30 September 2016

The power of firstOnly keyword

Sometimes only one record from a table is required, but firstOnly keyword is not used by a developer. For example:
select AccountNum from custTable
    where custTable.CustGroup == '10';

if (custTable.AccountNum)
{
    ...
}
What difference does it make?

Problem description
Compare select statements with and without firstOnly keyword.

Hints
Use SQL Server Profiler for analysis and trace RPC:Starting and RPC:Completed events:



Solution
The first test is the select statement with firstOnly keyword.
RPC:Starting event is below:

declare @p1 int
set @p1=NULL
declare @p2 int
set @p2=0
declare @p5 int
set @p5=28688
declare @p6 int
set @p6=8193
declare @p7 int
set @p7=2
exec sp_cursorprepexec @p1 output,@p2 output,N'@P1 bigint,@P2 nvarchar(5),@P3 nvarchar(11)',N'SELECT TOP 1 T1.ACCOUNTNUM,T1.RECID FROM CUSTTABLE T1 WHERE (((PARTITION=@P1) AND (DATAAREAID=@P2)) AND (CUSTGROUP=@P3))',@p5 output,@p6 output,@p7 output,5637144576,N'usmf',N'10'
select @p1, @p2, @p5, @p6, @p7

The most interesting parameter here is @p7. It is the number of fetch buffer rows (more details are on msdn and blog posts). I do not know why 2 rows are requested, but based on RPC:Completed event only 1 row is fetched:

declare @p1 int
set @p1=1073741872
declare @p2 int
set @p2=180150427
declare @p5 int
set @p5=16
declare @p6 int
set @p6=1
declare @p7 int
set @p7=1
exec sp_cursorprepexec @p1 output,@p2 output,N'@P1 bigint,@P2 nvarchar(5),@P3 nvarchar(11)',N'SELECT TOP 1 T1.ACCOUNTNUM,T1.RECID FROM CUSTTABLE T1 WHERE (((PARTITION=@P1) AND (DATAAREAID=@P2)) AND (CUSTGROUP=@P3))',@p5 output,@p6 output,@p7 output,5637144576,N'usmf',N'10'
select @p1, @p2, @p5, @p6, @p7

The second test is the select statement without firstOnly keyword.
RPC:Starting event is below:

declare @p1 int
set @p1=NULL
declare @p2 int
set @p2=0
declare @p5 int
set @p5=28688
declare @p6 int
set @p6=8193
declare @p7 int
set @p7=10
exec sp_cursorprepexec @p1 output,@p2 output,N'@P1 bigint,@P2 nvarchar(5),@P3 nvarchar(11)',N'SELECT T1.ACCOUNTNUM,T1.RECID FROM CUSTTABLE T1 WHERE (((PARTITION=@P1) AND (DATAAREAID=@P2)) AND (CUSTGROUP=@P3))',@p5 output,@p6 output,@p7 output,5637144576,N'usmf',N'10'
select @p1, @p2, @p5, @p6, @p7

RPC:Completed event:

declare @p1 int
set @p1=1073741868
declare @p2 int
set @p2=180150467
declare @p5 int
set @p5=16
declare @p6 int
set @p6=1
declare @p7 int
set @p7=10
exec sp_cursorprepexec @p1 output,@p2 output,N'@P1 bigint,@P2 nvarchar(5),@P3 nvarchar(11)',N'SELECT T1.ACCOUNTNUM,T1.RECID FROM CUSTTABLE T1 WHERE (((PARTITION=@P1) AND (DATAAREAID=@P2)) AND (CUSTGROUP=@P3))',@p5 output,@p6 output,@p7 output,5637144576,N'usmf',N'10'
select @p1, @p2, @p5, @p6, @p7

It means that 10 rows are fetched into buffer instead of 1 row required in X++ code.
Why?
It is specifics of a cursor statement. In X++ it is possible to use next statement after a select statement to fetch an additional record.
Why 10?
The default is 20 rows, but the actual value is calculated as Maximum Buffer Size / Row Length.

Conclusion
It seems to be not a big deal, but small problems usually escalate. Using firstOnly keyword definitely improves performance.

1 comment:

  1. Anonymous6/12/18 20:08

    firstOnly is not mentioned in your SQL example. It was left out.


_EXERCISE OBJECTIVE:_ Line by line, write out the material exactly.

[DATA FOR THE TASK — start]

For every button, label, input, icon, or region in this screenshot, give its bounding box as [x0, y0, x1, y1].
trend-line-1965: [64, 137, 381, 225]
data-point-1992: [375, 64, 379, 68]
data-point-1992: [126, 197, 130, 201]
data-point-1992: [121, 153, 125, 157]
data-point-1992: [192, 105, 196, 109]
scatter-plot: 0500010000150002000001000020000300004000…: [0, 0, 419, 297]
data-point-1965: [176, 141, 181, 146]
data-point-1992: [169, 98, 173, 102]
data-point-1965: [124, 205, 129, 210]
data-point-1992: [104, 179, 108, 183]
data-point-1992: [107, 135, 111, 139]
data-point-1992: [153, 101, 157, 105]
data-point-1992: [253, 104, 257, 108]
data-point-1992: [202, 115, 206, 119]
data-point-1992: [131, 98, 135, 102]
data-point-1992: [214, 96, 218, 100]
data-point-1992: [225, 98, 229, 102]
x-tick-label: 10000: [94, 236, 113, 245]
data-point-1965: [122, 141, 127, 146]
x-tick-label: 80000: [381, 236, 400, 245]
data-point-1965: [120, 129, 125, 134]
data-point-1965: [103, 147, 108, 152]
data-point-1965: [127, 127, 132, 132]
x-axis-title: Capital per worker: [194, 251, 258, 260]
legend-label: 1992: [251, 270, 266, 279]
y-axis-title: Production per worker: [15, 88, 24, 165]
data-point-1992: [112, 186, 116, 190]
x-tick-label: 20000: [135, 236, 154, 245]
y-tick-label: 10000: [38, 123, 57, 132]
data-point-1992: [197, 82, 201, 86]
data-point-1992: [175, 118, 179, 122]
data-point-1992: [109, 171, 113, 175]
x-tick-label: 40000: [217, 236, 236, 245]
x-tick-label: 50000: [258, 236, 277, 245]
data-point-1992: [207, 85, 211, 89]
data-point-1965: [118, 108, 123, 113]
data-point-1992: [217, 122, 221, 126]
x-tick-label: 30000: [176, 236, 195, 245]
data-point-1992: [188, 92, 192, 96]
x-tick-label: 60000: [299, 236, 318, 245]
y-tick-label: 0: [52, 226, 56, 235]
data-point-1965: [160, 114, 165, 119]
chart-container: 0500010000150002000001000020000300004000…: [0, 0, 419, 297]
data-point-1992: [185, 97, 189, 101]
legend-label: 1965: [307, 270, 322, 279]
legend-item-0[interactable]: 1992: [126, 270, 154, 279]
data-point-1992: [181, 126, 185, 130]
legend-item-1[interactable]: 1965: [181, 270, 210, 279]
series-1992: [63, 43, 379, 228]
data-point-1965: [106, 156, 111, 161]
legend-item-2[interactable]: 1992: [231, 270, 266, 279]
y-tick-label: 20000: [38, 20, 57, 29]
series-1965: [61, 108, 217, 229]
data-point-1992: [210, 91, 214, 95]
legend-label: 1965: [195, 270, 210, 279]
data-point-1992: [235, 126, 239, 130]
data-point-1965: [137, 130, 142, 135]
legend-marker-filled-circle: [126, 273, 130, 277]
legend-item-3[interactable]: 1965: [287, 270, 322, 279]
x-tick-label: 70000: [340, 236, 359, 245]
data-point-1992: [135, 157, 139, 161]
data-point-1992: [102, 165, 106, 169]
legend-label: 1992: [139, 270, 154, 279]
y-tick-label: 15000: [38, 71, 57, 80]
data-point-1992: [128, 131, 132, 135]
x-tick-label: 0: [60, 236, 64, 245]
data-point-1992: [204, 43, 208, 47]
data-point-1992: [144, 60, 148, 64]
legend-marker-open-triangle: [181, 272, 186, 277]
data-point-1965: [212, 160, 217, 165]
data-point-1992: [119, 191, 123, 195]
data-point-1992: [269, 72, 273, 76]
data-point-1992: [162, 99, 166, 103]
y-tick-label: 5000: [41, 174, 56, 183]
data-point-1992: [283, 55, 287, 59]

[DATA FOR THE TASK — finish]

_RESPONSE:_
For every button, label, input, icon, or region in this screenshot, give its bounding box as [x0, y0, x1, y1].
trend-line-1965: [64, 137, 381, 225]
data-point-1992: [375, 64, 379, 68]
data-point-1992: [126, 197, 130, 201]
data-point-1992: [121, 153, 125, 157]
data-point-1992: [192, 105, 196, 109]
scatter-plot: 0500010000150002000001000020000300004000…: [0, 0, 419, 297]
data-point-1965: [176, 141, 181, 146]
data-point-1992: [169, 98, 173, 102]
data-point-1965: [124, 205, 129, 210]
data-point-1992: [104, 179, 108, 183]
data-point-1992: [107, 135, 111, 139]
data-point-1992: [153, 101, 157, 105]
data-point-1992: [253, 104, 257, 108]
data-point-1992: [202, 115, 206, 119]
data-point-1992: [131, 98, 135, 102]
data-point-1992: [214, 96, 218, 100]
data-point-1992: [225, 98, 229, 102]
x-tick-label: 10000: [94, 236, 113, 245]
data-point-1965: [122, 141, 127, 146]
x-tick-label: 80000: [381, 236, 400, 245]
data-point-1965: [120, 129, 125, 134]
data-point-1965: [103, 147, 108, 152]
data-point-1965: [127, 127, 132, 132]
x-axis-title: Capital per worker: [194, 251, 258, 260]
legend-label: 1992: [251, 270, 266, 279]
y-axis-title: Production per worker: [15, 88, 24, 165]
data-point-1992: [112, 186, 116, 190]
x-tick-label: 20000: [135, 236, 154, 245]
y-tick-label: 10000: [38, 123, 57, 132]
data-point-1992: [197, 82, 201, 86]
data-point-1992: [175, 118, 179, 122]
data-point-1992: [109, 171, 113, 175]
x-tick-label: 40000: [217, 236, 236, 245]
x-tick-label: 50000: [258, 236, 277, 245]
data-point-1992: [207, 85, 211, 89]
data-point-1965: [118, 108, 123, 113]
data-point-1992: [217, 122, 221, 126]
x-tick-label: 30000: [176, 236, 195, 245]
data-point-1992: [188, 92, 192, 96]
x-tick-label: 60000: [299, 236, 318, 245]
y-tick-label: 0: [52, 226, 56, 235]
data-point-1965: [160, 114, 165, 119]
chart-container: 0500010000150002000001000020000300004000…: [0, 0, 419, 297]
data-point-1992: [185, 97, 189, 101]
legend-label: 1965: [307, 270, 322, 279]
legend-item-0[interactable]: 1992: [126, 270, 154, 279]
data-point-1992: [181, 126, 185, 130]
legend-item-1[interactable]: 1965: [181, 270, 210, 279]
series-1992: [63, 43, 379, 228]
data-point-1965: [106, 156, 111, 161]
legend-item-2[interactable]: 1992: [231, 270, 266, 279]
y-tick-label: 20000: [38, 20, 57, 29]
series-1965: [61, 108, 217, 229]
data-point-1992: [210, 91, 214, 95]
legend-label: 1965: [195, 270, 210, 279]
data-point-1992: [235, 126, 239, 130]
data-point-1965: [137, 130, 142, 135]
legend-marker-filled-circle: [126, 273, 130, 277]
legend-item-3[interactable]: 1965: [287, 270, 322, 279]
x-tick-label: 70000: [340, 236, 359, 245]
data-point-1992: [135, 157, 139, 161]
data-point-1992: [102, 165, 106, 169]
legend-label: 1992: [139, 270, 154, 279]
y-tick-label: 15000: [38, 71, 57, 80]
data-point-1992: [128, 131, 132, 135]
x-tick-label: 0: [60, 236, 64, 245]
data-point-1992: [204, 43, 208, 47]
data-point-1992: [144, 60, 148, 64]
legend-marker-open-triangle: [181, 272, 186, 277]
data-point-1965: [212, 160, 217, 165]
data-point-1992: [119, 191, 123, 195]
data-point-1992: [269, 72, 273, 76]
data-point-1992: [162, 99, 166, 103]
y-tick-label: 5000: [41, 174, 56, 183]
data-point-1992: [283, 55, 287, 59]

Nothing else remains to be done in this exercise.